• **WHAT YOU HAVE TO DO**: Repeat every line of the data exactly; the pictures stay out.

Measuring device readout data
[Start of Attachment]
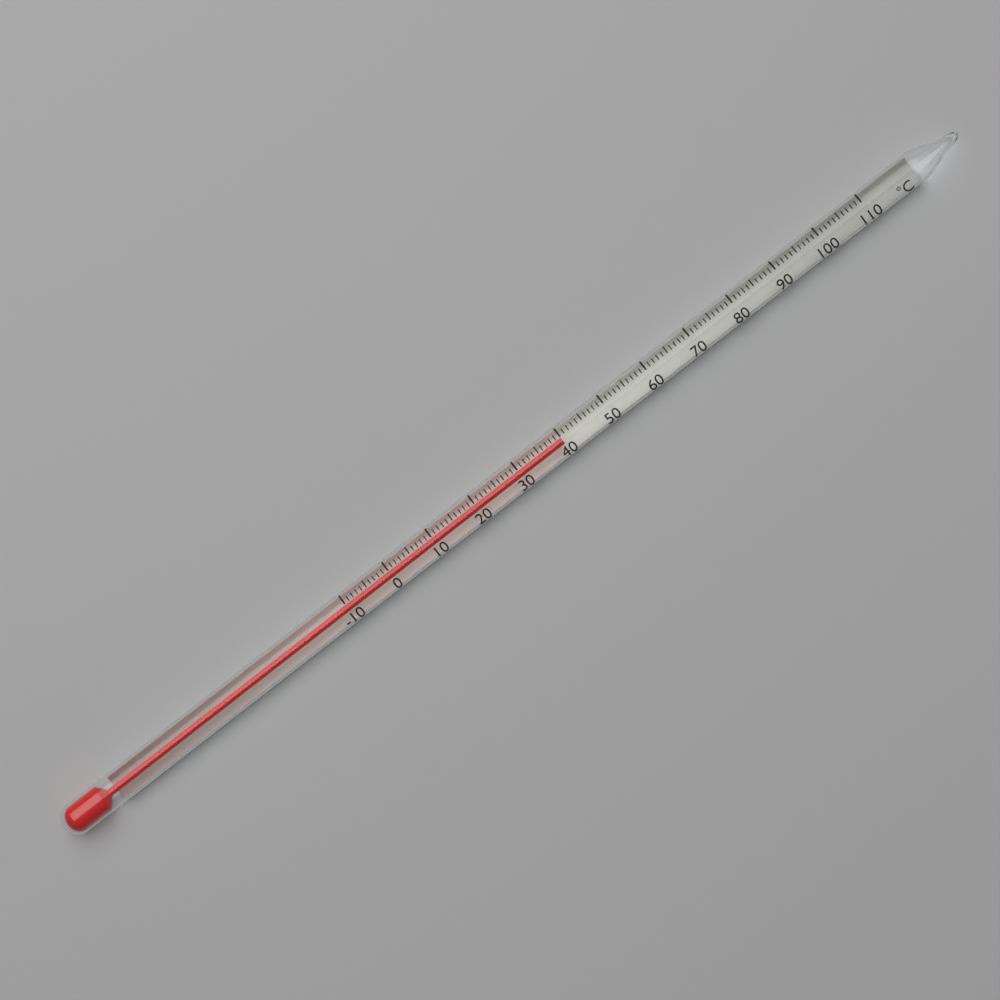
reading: 40 °C
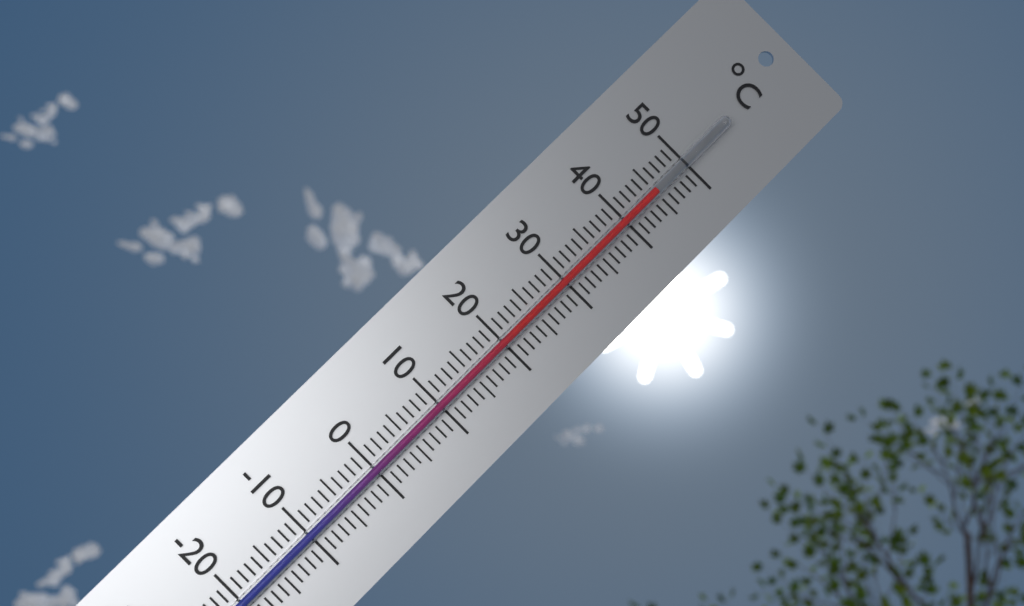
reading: 45 °C
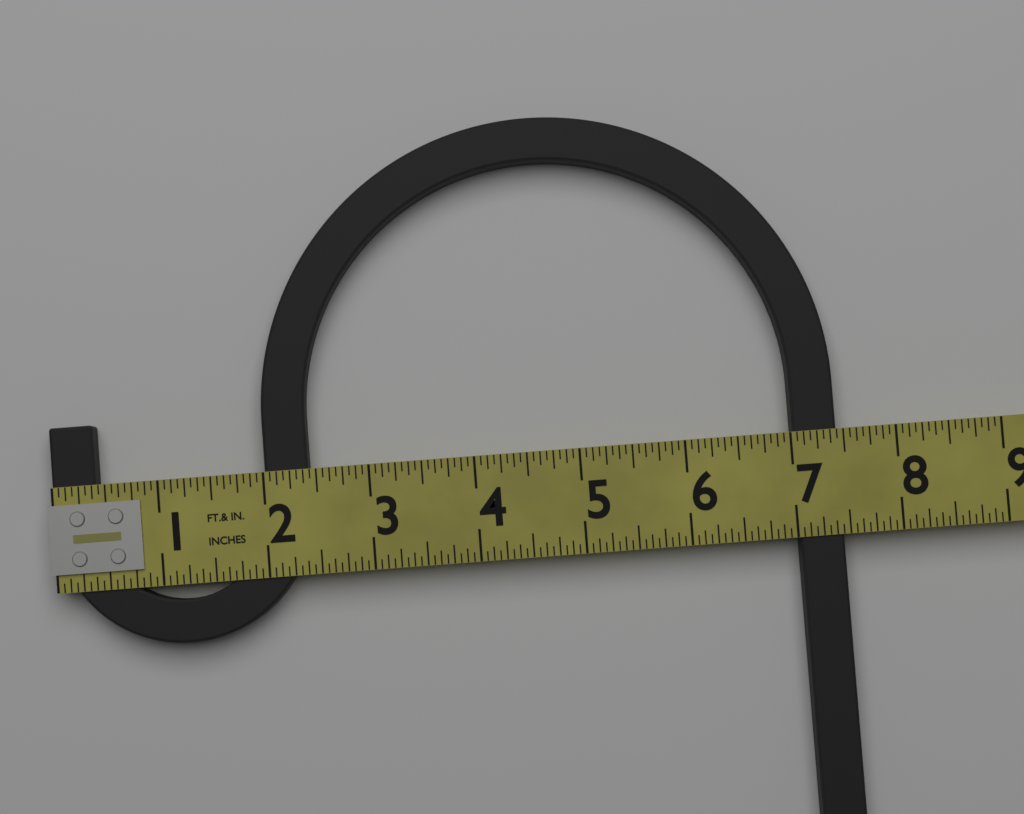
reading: 7.4375 in
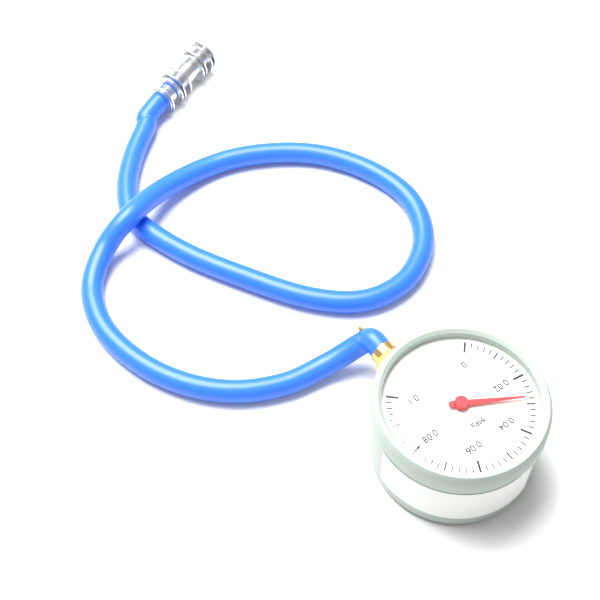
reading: 0.028 MPa
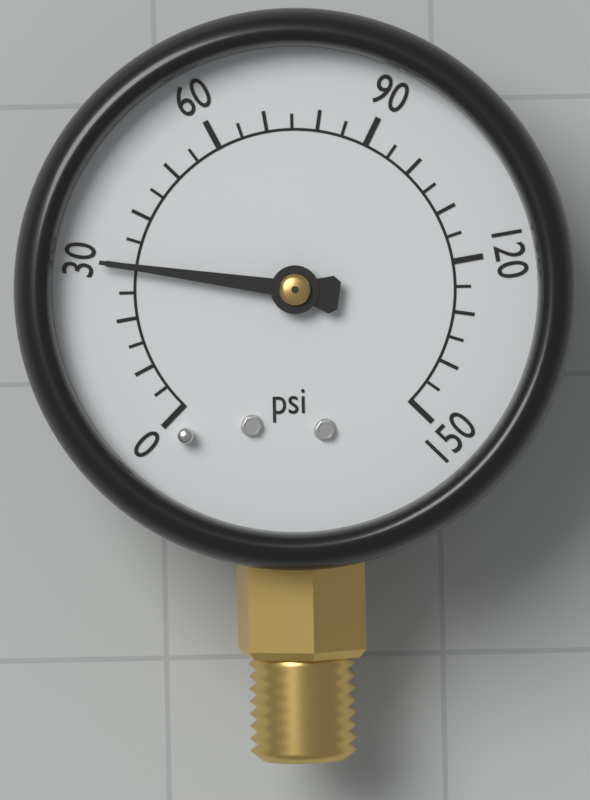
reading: 30 psi
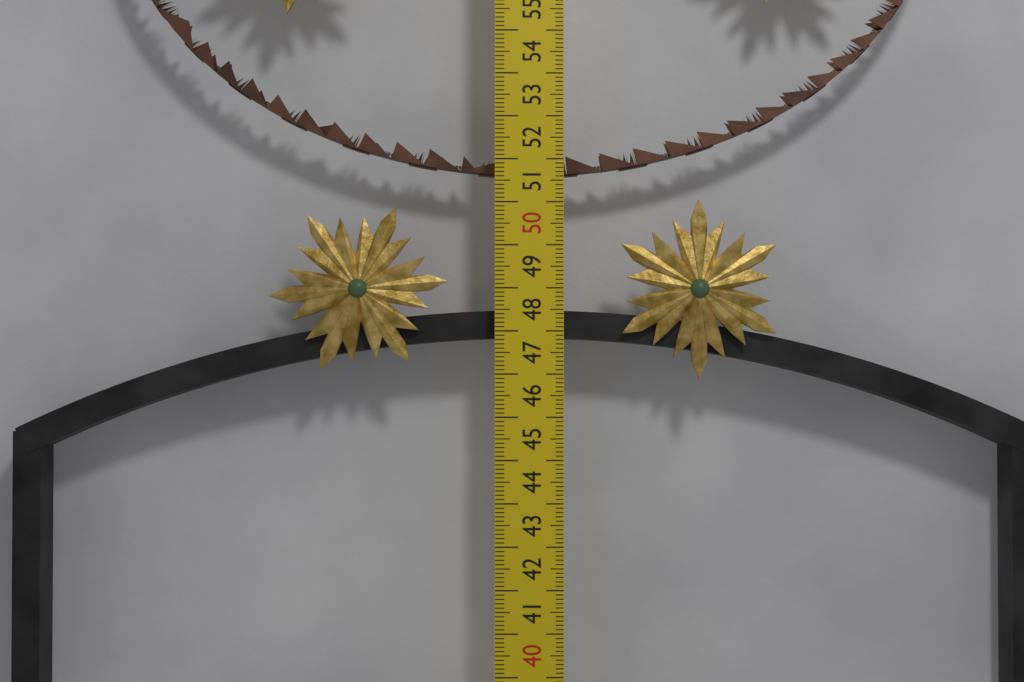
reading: 47.5 cm
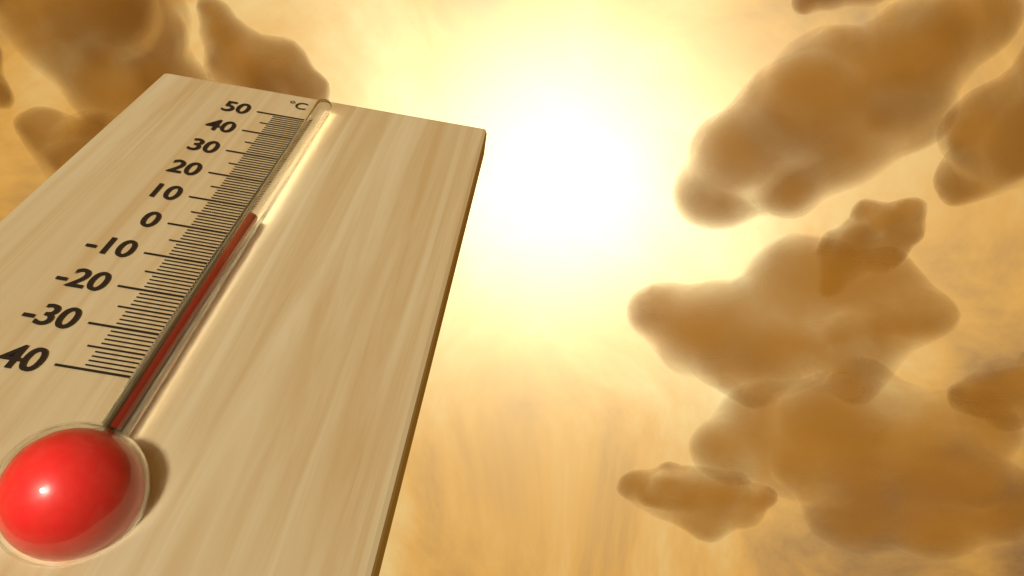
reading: 3 °C
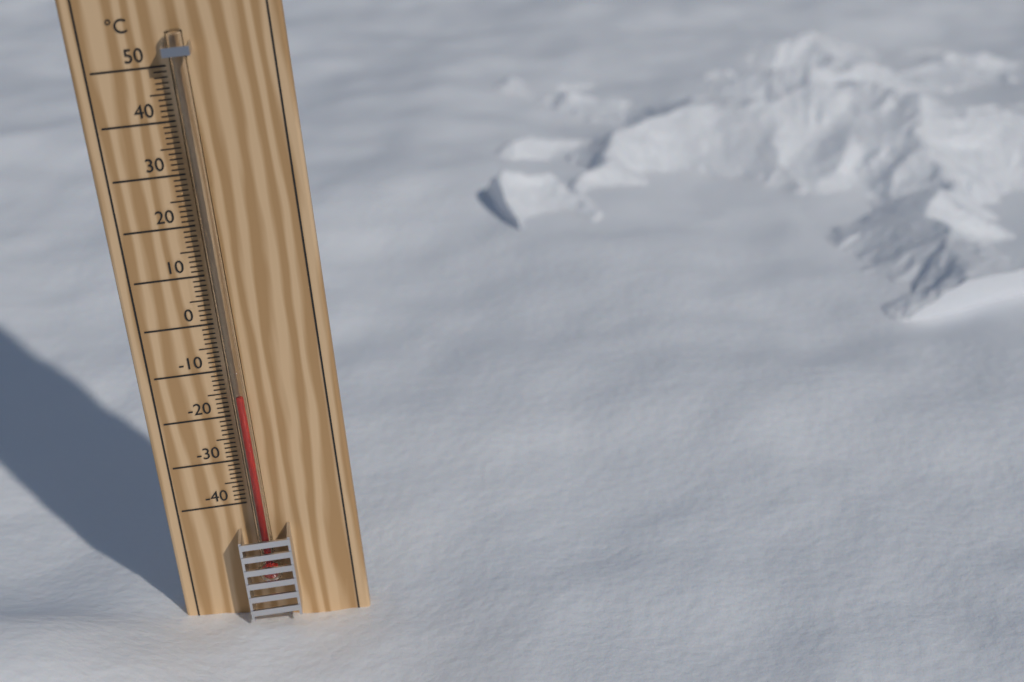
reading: -15 °C
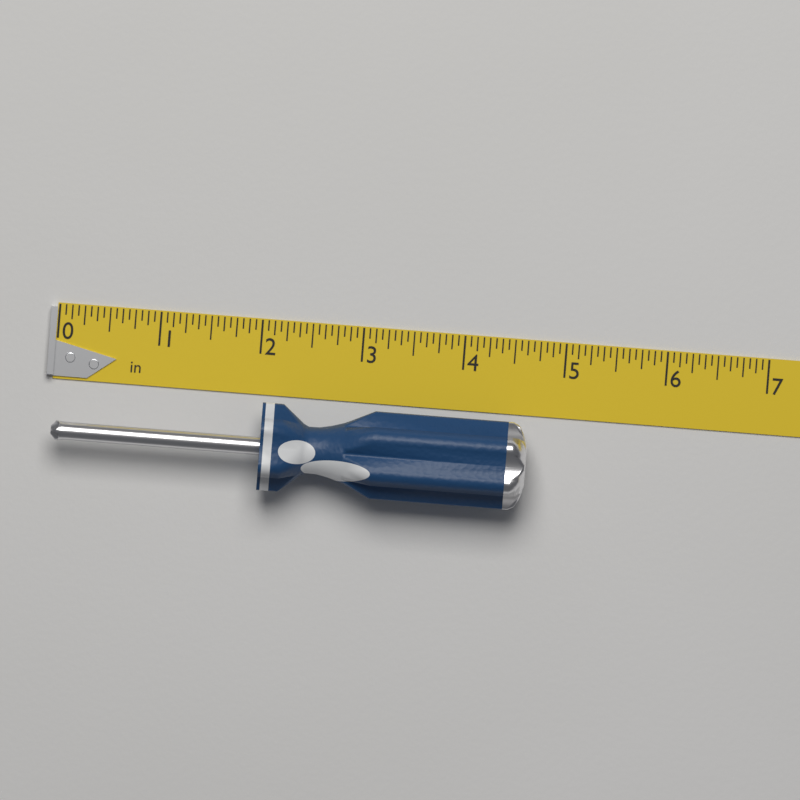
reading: 4.6875 in
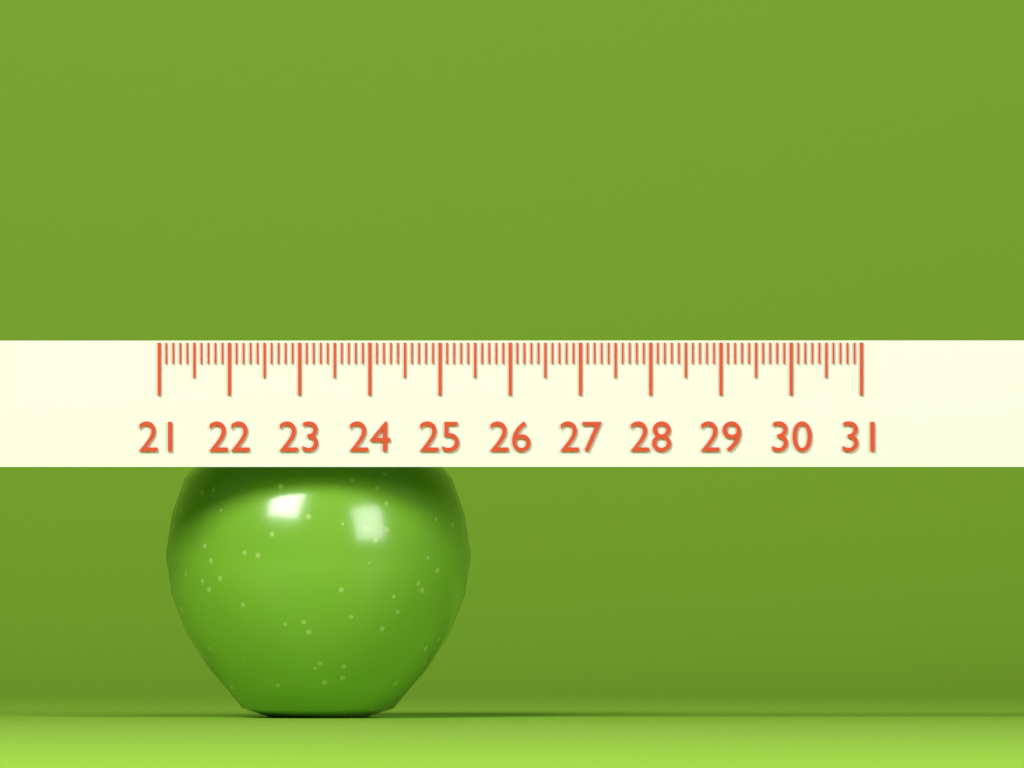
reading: 25.4 (no unit)
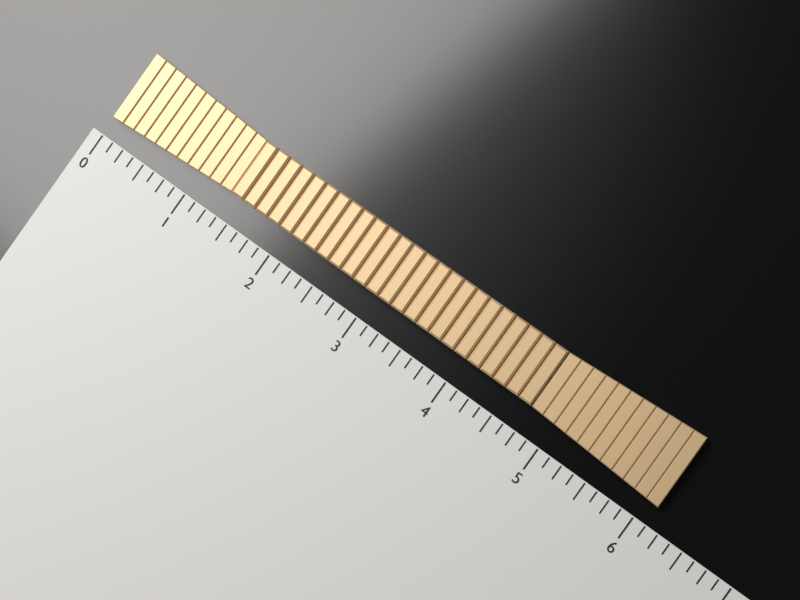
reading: 6.125 (no unit)
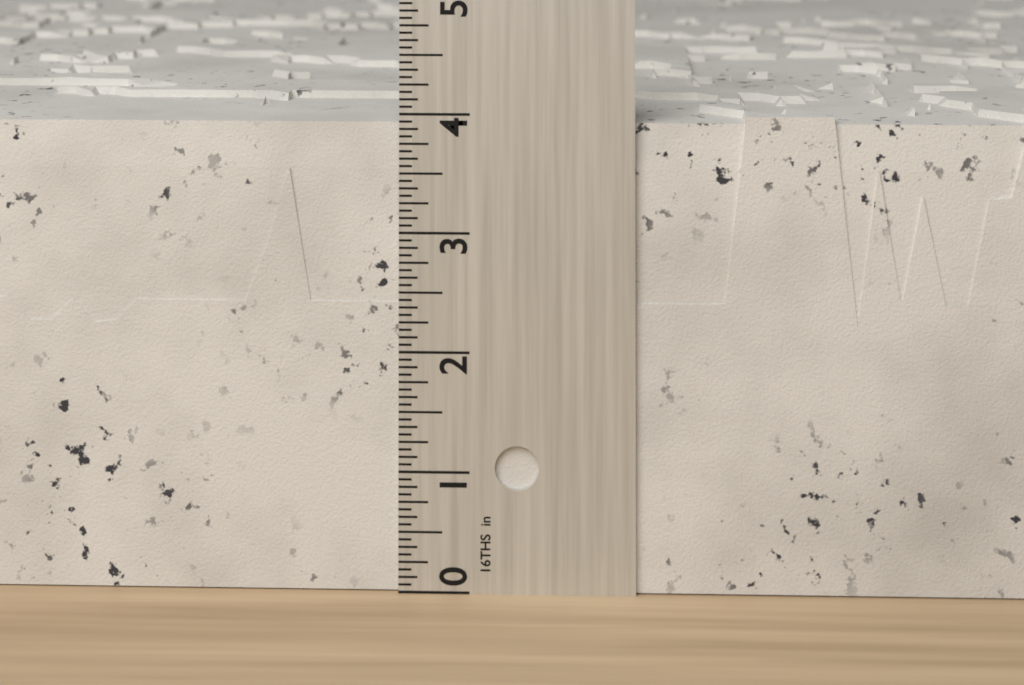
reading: 4.0000 in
[End of Attachment]
• **PROBLEM SOLUTION**:
reading: 40 °C
reading: 45 °C
reading: 7.4375 in
reading: 0.028 MPa
reading: 30 psi
reading: 47.5 cm
reading: 3 °C
reading: -15 °C
reading: 4.6875 in
reading: 25.4 (no unit)
reading: 6.125 (no unit)
reading: 4.0000 in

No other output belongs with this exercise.